Finding our way through phenotypes

A. R. Deans, S. E. Lewis, E. Huala, S. S. Anzaldo, M. Ashburner, J. P. Balhoff, D. C. Blackburn, J. A. Blake, J. G. Burleigh, B. Chanet, L. D. Cooper, M. Courtot, S. Csosz, H. Cui, W. Dahdul, S. Das, T. A. Dececchi, A. Dettai, R. Diogo, R. E. DruzinskyM. Dumontier, N. M. Franz, F. Friedrich, G. V. Gkoutos, M. Haendel, L. J. Harmon, T. F. Hayamizu, Y. He, H. M. Hines, N. Ibrahim, L. M. Jackson, P. Jaiswal, C. James-Zorn, S. Kohler, G. Lecointre, H. Lapp, C. J. Lawrence, N. Le Novere, J. G. Lundberg, J. Macklin, A. R. Mast, P. E. Midford, I. Miko, C. J. Mungall, A. Oellrich, D. Osumi-Sutherland, H. Parkinson, M. J. Ramirez, S. Richter, P. N. Robinson, A. Ruttenberg, K. S. Schulz, E. Segerdell, K. C. Seltmann, M. J. Sharkey, A. D. Smith, B. Smith, C. D. Specht, R. B. Squires, R. W. Thacker, A. Thessen, J. Fernandez-Triana, M. Vihinen, P. D. Vize, L. Vogt, C. E. Wall, R. L. Walls, M. Westerfeld, R. A. Wharton, C. S. Wirkner, J. B. Woolley, M. J. Yoder, A. M. Zorn, P. Mabee

Research output: Contribution to journalArticlepeer-review

128 Citations (Scopus)

Abstract

Despite a large and multifaceted effort to understand the vast landscape of phenotypic data, their current form inhibits productive data analysis. The lack of a community-wide, consensus-based, human- and machine-interpretable language for describing phenotypes and their genomic and environmental contexts is perhaps the most pressing scientific bottleneck to integration across many key fields in biology, including genomics, systems biology, development, medicine, evolution, ecology, and systematics. Here we survey the current phenomics landscape, including data resources and handling, and the progress that has been made to accurately capture relevant data descriptions for phenotypes. We present an example of the kind of integration across domains that computable phenotypes would enable, and we call upon the broader biology community, publishers, and relevant funding agencies to support efforts to surmount today's data barriers and facilitate analytical reproducibility.
Original languageEnglish
Pages (from-to)e1002033
JournalPLoS Biol.
Volume13
Issue number1
DOIs
Publication statusPublished - 6 Jan 2015

Fingerprint

Dive into the research topics of 'Finding our way through phenotypes'. Together they form a unique fingerprint.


# [Task objective]
Your reply should reproduce each entry exactly and contain no pictures.

# [Listed entries]

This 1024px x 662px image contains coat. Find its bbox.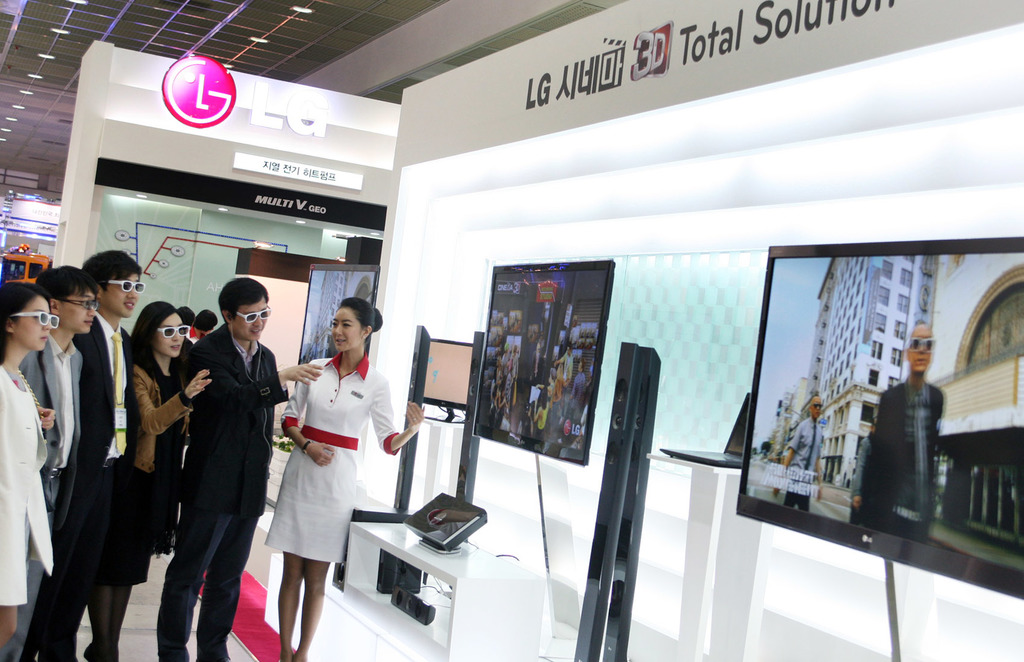
bbox(184, 316, 288, 510).
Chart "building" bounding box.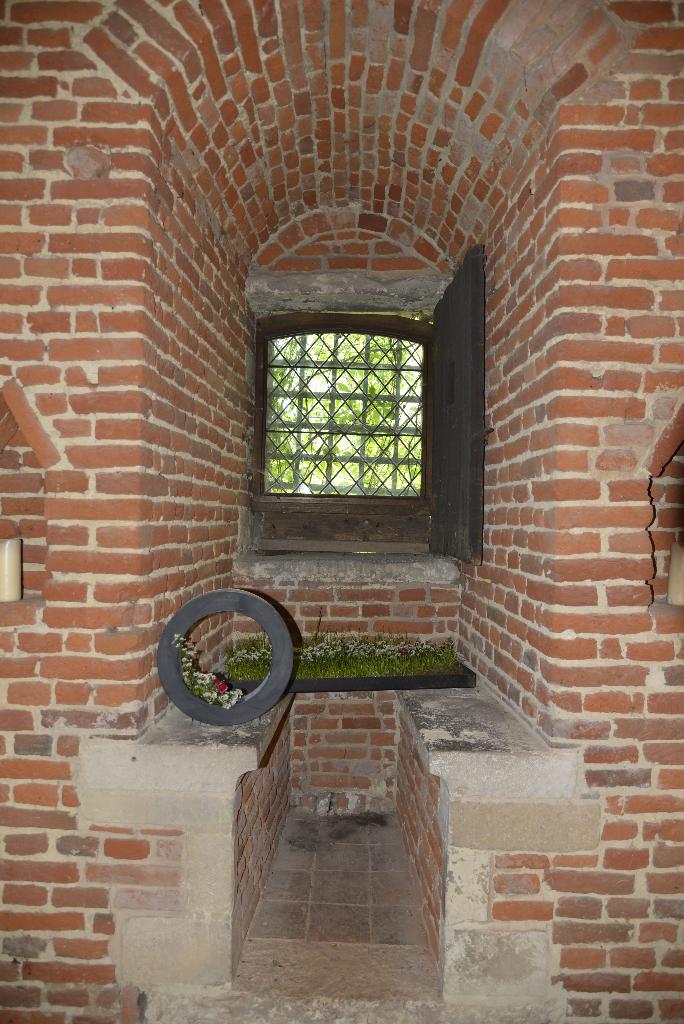
Charted: 0/0/683/1023.
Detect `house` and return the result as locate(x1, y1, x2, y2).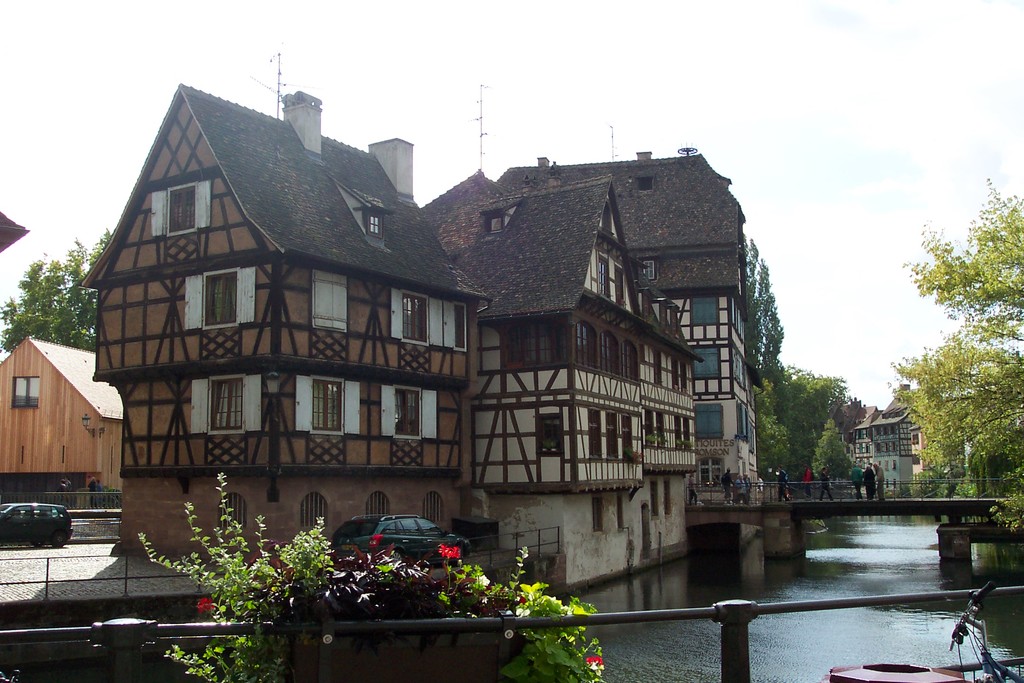
locate(74, 57, 479, 582).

# [Written reply]
This 1024px x 662px image contains coat. Find its bbox.
bbox(184, 316, 288, 510).
Chart "building" bounding box.
Charted: 0/0/683/1023.
Detect `house` and return the result as locate(x1, y1, x2, y2).
locate(74, 57, 479, 582).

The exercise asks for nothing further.